Cheikh Anta Diop was a Senegalese writer, anthropologist, nuclear physicist and pan-Africanist politician who studied the origins of the human race and African culture

Cheikh Anta Diop, Senegalese worldwide

Cheikh Anta Diop (29 de diciembre de 1923 - 7 de febrero de 1986) fue un escritor, antropólogo, físico nuclear y político panafricanista senegalés que estudió los orígenes de la raza humana y la cultura africana.

In the middle of the last century, the millenary path of the neighbouring continent directly connected with the effervescence of the then cultural capital of Europe, Paris. At that time, when the trends derived from the historical artistic avant-gardes, a succession nurtured by "isms" that led to Sartre's humanism and his reflections halfway between existence and essence, came together, the City of Light had become a melting pot forged by the dissidence not only of those European celebrities fleeing the totalitarian regimes of their countries, such as Picasso himself, but also of ethnic assets from the overseas colonies.

With them, a group of Africans grew up under the protection of the mark left by the liberation of thought and the exponents of plastic and literary creation: after Tzara's Dadaism or Breton's Surrealism, the ground was sown to accommodate any divisive proposal. It was there that Césaire and Senghor met to launch the vindication of negritude as a term for the dignity of the majority race in Africa through the newspaper "L'étudiant noir".

It was there that a good part of the intellectual aspirations of several generations who are still struggling today to shake off the persistent hindrances of Western colonisation and, incidentally, the trail of authoritarianism left by the metropolises in the hands of poorly educated uniformed men in their headlong flight towards other, more promising ventures, were cooked up.

It was there that an unknown number of young black men fought to organise the raison d'être of their national heritages in the face of the Eurocentric rhetoric that invariably left them at the mercy of the horses. In the midst of all this turmoil, one figure almost went unnoticed, another example to refute the terrible sambenito with which Westerners charge African communities with inanity.

The Cheikh Anta Diop University in Dakar is named after the historian, nuclear physicist and anthropologist who was the first to question the "whiteness" of the ancient Egypt of the pharaohs. Based on his laboratory tests and radiocarbon techniques, this literary scientist proved the opposite, that the great civilisation of northeast Africa was negroid, thus dismantling another of the great Western ethnocentric appropriations conveniently made up by Hollywood. 

Subsequently, Diop had a long intellectual career in many international forums, but also a persistent political aspiration that led him to confront precisely the most emblematic president of his country, the poet, essayist and member of the French Academy, Léopold Sédar Senghor.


__PROBLEM__. Check each line below for the word "axis", and copy those that have it.

Extracts from a graphics dataset:
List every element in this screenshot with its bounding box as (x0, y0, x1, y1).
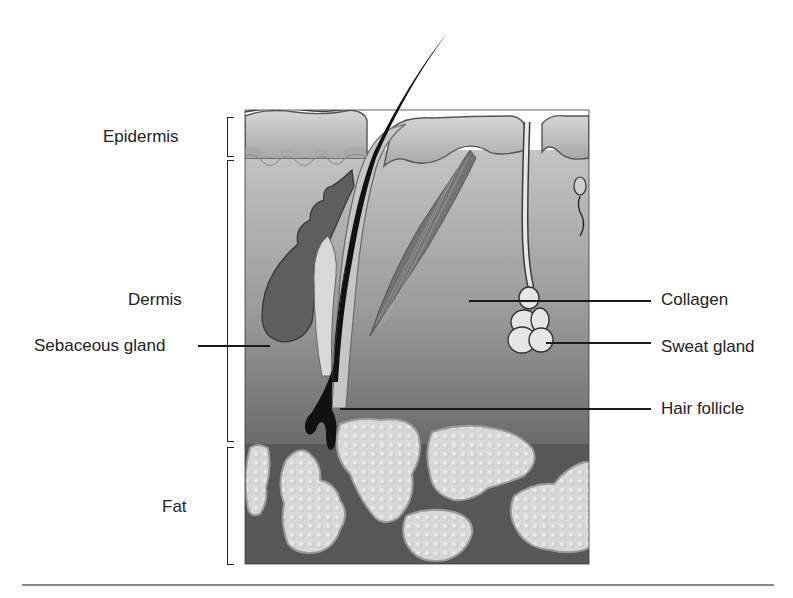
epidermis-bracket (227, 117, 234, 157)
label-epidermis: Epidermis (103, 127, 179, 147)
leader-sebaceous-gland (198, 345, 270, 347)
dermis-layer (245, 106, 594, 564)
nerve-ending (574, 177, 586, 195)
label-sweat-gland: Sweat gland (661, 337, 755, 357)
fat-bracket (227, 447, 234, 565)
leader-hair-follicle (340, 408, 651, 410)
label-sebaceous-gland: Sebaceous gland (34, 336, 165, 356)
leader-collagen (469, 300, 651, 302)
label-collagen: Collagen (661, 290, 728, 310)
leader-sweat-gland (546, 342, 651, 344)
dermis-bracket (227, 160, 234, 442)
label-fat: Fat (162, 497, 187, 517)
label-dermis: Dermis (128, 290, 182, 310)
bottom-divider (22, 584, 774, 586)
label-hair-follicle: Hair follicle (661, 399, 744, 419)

* * *

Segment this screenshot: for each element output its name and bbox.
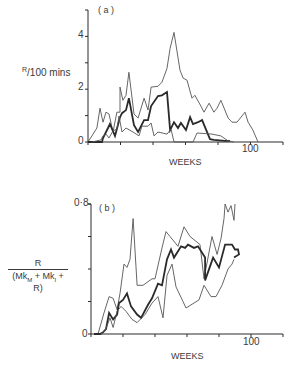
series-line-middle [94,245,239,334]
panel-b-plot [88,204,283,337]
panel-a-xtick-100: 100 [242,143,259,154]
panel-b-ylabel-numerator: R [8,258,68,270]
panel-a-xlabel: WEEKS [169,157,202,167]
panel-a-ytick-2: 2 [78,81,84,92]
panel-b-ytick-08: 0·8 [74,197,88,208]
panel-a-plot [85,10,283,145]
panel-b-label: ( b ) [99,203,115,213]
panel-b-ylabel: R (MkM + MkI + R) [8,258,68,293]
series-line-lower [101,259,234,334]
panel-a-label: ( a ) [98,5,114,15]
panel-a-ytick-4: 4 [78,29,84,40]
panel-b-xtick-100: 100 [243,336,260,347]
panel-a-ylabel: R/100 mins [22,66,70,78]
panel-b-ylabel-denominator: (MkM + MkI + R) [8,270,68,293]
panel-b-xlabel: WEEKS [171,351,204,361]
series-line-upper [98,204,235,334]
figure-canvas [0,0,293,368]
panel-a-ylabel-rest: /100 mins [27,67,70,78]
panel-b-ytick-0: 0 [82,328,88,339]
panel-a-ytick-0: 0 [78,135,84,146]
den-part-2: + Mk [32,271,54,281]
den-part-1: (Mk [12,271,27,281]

---

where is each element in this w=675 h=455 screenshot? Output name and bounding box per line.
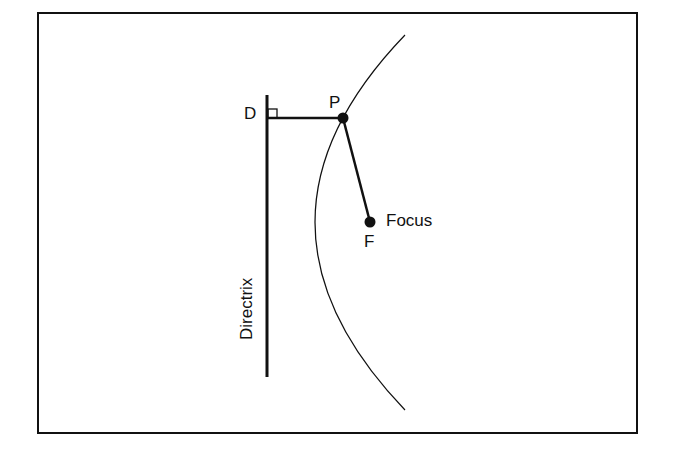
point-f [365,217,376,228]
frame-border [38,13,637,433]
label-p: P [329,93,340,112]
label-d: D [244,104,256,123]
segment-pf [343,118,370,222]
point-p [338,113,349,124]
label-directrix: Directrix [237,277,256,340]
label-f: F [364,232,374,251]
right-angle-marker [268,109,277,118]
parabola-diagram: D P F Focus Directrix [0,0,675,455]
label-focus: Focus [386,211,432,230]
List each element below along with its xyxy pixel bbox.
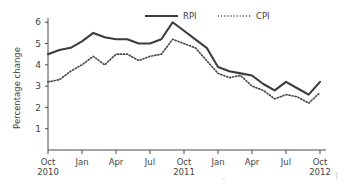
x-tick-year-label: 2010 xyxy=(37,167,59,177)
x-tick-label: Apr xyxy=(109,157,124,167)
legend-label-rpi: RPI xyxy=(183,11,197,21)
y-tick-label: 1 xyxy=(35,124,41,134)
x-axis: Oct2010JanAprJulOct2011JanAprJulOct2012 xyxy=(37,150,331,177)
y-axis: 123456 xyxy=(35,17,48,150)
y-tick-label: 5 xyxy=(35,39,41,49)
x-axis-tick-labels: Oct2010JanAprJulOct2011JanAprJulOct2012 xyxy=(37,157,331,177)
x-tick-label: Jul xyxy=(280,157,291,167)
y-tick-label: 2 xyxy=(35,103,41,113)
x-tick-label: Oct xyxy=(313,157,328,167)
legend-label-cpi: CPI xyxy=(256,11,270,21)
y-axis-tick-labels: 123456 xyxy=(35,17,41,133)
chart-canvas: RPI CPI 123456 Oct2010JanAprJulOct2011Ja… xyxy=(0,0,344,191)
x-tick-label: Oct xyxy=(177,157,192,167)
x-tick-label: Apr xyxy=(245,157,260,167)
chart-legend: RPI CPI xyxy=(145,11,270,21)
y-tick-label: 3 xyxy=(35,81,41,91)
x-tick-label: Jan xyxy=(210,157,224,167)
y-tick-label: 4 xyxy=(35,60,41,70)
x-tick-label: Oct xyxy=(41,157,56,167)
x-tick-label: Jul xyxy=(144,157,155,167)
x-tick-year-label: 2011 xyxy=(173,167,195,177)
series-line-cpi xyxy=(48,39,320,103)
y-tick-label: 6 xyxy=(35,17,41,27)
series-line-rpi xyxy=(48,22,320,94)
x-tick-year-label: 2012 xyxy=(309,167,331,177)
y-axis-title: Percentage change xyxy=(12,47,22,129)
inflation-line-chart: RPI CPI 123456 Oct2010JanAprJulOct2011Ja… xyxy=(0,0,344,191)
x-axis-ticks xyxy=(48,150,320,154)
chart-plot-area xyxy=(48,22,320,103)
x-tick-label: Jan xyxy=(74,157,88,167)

__TASK RESULT__.
x-axis: Oct2010JanAprJulOct2011JanAprJulOct2012 xyxy=(37,150,331,177)
y-axis: 123456 xyxy=(35,17,48,150)
x-axis-tick-labels: Oct2010JanAprJulOct2011JanAprJulOct2012 xyxy=(37,157,331,177)
y-axis-tick-labels: 123456 xyxy=(35,17,41,133)
y-axis-title: Percentage change xyxy=(12,47,22,129)
x-axis-ticks xyxy=(48,150,320,154)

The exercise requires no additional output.